As they drove past the fish van, Stan said, “I’m done with this car, unless you want it for something.”

“Not me,” Dortmunder said.

“No prints around?”

“Not me,” Dortmunder said, showing his gloves.

“Fine, then,” Stan said, and parked next to a fire hydrant, since there were, as usual, no legal places to park within several miles of this location.

Apparently, Kelp had had enough of the Bentley as well, because he took the next hydrant along, and the four gathered on the sidewalk, where Kelp said, “John, we’ll just loiter and make ourselves nondescript and unremarkable while you go have a word with Arnie.”

Dortmunder had too much dignity to try to get out of it with everybody watching, so he said, “I’ll be back,” much as General MacArthur once did, and marched down the block past Erstwhile to Arnie’s place, an apartment over a tanning salon that used to be a video shop and before that a bookstore.

As he walked, Dortmunder remembered various moments with Arnie Albright over the years, like the time Arnie had said, “It’s my personality. Don’t tell me different, Dortmunder, I happen to know. I rub people the wrong way. Don’t argue with me.” Or when he’d explained, “I know what a scumbag I am. People in this town, they call a restaurant, before they make the reservation, they say, ‘Is Arnie Albright gonna be there?’”

And the weird thing, as Dortmunder well knew, was that Arnie considered Dortmunder himself the closest thing he had to a friend. As he’d once said, “At least you lie to me. Most people, I’m so detestable, they can’t wait to tell me what a turd I am.” Which was probably true.
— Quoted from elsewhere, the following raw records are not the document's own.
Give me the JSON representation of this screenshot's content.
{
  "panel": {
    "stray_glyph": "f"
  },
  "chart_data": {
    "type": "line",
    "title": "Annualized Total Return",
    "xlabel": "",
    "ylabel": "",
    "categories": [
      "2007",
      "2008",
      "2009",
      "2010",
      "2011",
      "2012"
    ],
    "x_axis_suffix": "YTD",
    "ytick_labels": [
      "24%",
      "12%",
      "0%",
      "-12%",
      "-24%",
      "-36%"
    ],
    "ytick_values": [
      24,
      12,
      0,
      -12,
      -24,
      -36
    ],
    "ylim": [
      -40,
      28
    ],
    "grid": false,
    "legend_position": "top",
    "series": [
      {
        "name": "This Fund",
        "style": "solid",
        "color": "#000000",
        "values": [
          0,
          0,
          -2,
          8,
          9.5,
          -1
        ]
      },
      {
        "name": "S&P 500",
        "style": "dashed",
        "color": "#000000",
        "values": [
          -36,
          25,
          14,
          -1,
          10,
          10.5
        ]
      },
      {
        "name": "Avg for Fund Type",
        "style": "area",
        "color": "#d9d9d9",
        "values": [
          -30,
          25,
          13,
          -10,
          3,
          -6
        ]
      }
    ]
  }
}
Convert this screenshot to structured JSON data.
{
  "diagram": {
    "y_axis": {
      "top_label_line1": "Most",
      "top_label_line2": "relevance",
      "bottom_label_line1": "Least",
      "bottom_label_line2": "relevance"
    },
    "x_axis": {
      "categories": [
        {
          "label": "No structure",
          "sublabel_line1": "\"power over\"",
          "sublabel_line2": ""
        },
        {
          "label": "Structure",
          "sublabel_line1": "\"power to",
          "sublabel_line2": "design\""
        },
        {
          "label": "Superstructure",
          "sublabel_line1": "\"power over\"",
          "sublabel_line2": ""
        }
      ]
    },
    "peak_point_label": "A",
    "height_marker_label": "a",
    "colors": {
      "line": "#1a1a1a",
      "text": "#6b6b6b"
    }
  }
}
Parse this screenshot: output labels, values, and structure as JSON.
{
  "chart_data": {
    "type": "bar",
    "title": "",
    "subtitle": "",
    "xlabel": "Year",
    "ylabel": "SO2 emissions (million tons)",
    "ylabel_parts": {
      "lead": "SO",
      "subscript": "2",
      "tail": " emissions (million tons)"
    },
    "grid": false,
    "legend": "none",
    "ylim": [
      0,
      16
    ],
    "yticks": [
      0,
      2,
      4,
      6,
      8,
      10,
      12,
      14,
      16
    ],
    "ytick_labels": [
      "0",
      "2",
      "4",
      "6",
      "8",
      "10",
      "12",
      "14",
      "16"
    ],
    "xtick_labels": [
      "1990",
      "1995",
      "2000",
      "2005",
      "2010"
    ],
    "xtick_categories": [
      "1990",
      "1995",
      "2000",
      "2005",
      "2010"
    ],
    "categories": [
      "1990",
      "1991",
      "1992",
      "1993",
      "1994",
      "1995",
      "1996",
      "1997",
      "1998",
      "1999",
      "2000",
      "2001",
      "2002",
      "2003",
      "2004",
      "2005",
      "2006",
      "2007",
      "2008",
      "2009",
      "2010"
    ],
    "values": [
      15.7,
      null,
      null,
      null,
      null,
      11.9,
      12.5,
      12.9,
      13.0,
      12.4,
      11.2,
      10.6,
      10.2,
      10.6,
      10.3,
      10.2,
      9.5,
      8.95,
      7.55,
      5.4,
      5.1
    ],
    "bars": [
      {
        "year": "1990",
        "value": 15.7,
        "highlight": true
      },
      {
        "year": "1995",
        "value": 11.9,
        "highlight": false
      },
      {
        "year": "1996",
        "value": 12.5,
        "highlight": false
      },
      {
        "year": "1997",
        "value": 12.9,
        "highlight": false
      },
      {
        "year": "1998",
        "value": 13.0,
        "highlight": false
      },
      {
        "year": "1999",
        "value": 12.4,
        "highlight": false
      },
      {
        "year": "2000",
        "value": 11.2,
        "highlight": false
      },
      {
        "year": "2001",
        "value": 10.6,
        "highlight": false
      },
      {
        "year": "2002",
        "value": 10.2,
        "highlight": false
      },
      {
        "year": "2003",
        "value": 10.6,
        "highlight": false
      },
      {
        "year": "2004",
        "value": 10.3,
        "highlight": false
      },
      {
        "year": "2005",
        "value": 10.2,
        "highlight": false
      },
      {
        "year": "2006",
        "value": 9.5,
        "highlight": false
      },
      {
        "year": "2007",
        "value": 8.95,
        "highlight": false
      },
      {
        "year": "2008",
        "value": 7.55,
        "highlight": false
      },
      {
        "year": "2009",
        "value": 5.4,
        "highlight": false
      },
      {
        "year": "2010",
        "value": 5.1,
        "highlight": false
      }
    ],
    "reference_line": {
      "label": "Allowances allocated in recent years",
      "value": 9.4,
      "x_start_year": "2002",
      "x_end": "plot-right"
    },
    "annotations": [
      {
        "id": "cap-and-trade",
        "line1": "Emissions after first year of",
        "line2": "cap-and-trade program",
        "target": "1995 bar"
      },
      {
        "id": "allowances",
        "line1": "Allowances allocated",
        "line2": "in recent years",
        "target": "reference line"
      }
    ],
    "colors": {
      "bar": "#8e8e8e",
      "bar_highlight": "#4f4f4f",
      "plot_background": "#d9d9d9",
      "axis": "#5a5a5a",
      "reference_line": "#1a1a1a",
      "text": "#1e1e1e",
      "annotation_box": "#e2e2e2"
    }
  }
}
All Dortmunder hoped was that Arnie was healthy at the moment. Arnie got little diseases from time to time, each one more disgusting than the last. Recently, when Dortmunder had been forced by circumstance to have business dealings with Arnie, the fence had just broken out in something so horrible (salsa oozing from every pore on his body) that, he’d explained, “My doctor says, ‘Would you mind staying in the waiting room and just shout to me your symptoms?’” May Arnie today, Dortmunder prayed, to Whoever might be Listening, at least be healthy.
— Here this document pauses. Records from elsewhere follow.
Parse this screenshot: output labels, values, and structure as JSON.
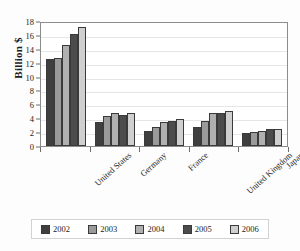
{
  "chart_data": {
    "type": "bar",
    "title": "",
    "subtitle": "",
    "xlabel": "",
    "ylabel": "Billion $",
    "ylim": [
      0,
      18
    ],
    "ytick_step": 2,
    "yticks": [
      "0",
      "2",
      "4",
      "6",
      "8",
      "10",
      "12",
      "14",
      "16",
      "18"
    ],
    "grid": true,
    "legend_position": "bottom",
    "categories": [
      "United States",
      "Germany",
      "France",
      "United Kingdom",
      "Japan"
    ],
    "series": [
      {
        "name": "2002",
        "color": "#3f3f3f",
        "values": [
          12.5,
          3.4,
          2.2,
          2.8,
          1.9
        ]
      },
      {
        "name": "2003",
        "color": "#9a9a9a",
        "values": [
          12.7,
          4.3,
          2.8,
          3.6,
          2.0
        ]
      },
      {
        "name": "2004",
        "color": "#b0b0b0",
        "values": [
          14.5,
          4.7,
          3.4,
          4.7,
          2.2
        ]
      },
      {
        "name": "2005",
        "color": "#4c4c4c",
        "values": [
          16.1,
          4.4,
          3.6,
          4.7,
          2.4
        ]
      },
      {
        "name": "2006",
        "color": "#cfcfcf",
        "values": [
          17.1,
          4.7,
          3.9,
          5.0,
          2.4
        ]
      }
    ]
  },
  "axis": {
    "y_title": "Billion $"
  },
  "legend": {
    "items": [
      {
        "label": "2002"
      },
      {
        "label": "2003"
      },
      {
        "label": "2004"
      },
      {
        "label": "2005"
      },
      {
        "label": "2006"
      }
    ]
  }
}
Dortmunder entered the tiny vestibule of Arnie’s building, rang the button, and waited for Arnie’s snarl of greeting over the intercom. Instead of which, without a word being said, the buzzer sounded, unlocking the door.

Dortmunder simultaneously pushed on the door and recoiled. No challenge? No “Who the hell goes there?”
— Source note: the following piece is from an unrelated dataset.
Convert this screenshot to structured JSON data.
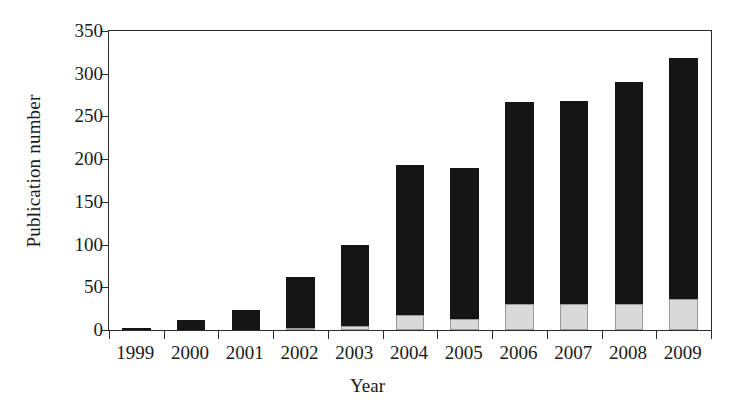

Cops. Had to be. Like most fences, Arnie was occasionally visited by marauding bands of cops, who have a proprietary view of fencing, not liking civilians to horn in on their sting operations. So was this the middle of a cop visit? And had the cops said, “Just let them in, Arnie, let’s see who’s coming to visit”? Was this, in short, a trap?

“Hal-loo-ooo.”

That was somebody calling down the stairs. Could that possibly have been Arnie? Curious despite himself, Dortmunder pushed the door farther open and looked up the staircase, and there at the top, smiling, stood Arnie Albright himself, a grizzled, gnarly guy with a tree-root nose.

Dortmunder, not trusting the evidence of his senses, said, “Arnie?”

“Why, it’s John Dortmunder!” Arnie cried with evident delight. “Come on up, John Dortmunder, it’s been too long since I seen you!”

Dortmunder stepped all the way into the hall, letting the door snick shut behind himself. He peered hard, but there didn’t seem to be anybody behind Arnie holding a gun to his head. He said, “Arnie? Is that you?”

“The new me, John Dortmunder!” Arnie announced, and waved a beckoning arm. “Comon up, I’ll tell you all about it.”

“Well,” Dortmunder said, “we got some stuff in a van out here.”

“In a minute, in a minute, I’ll get my coat. But come up first, let’s visit.”

Visit? With Arnie Albright? Wondering if he had somehow fallen into a parallel universe, Dortmunder went on up the stairs, the smiling Arnie receding before him like a friendly vampire. “Come in, come in for a minute, John Dortmunder,” this new Arnie said, backing into his apartment. “You wanna cuppa tea?”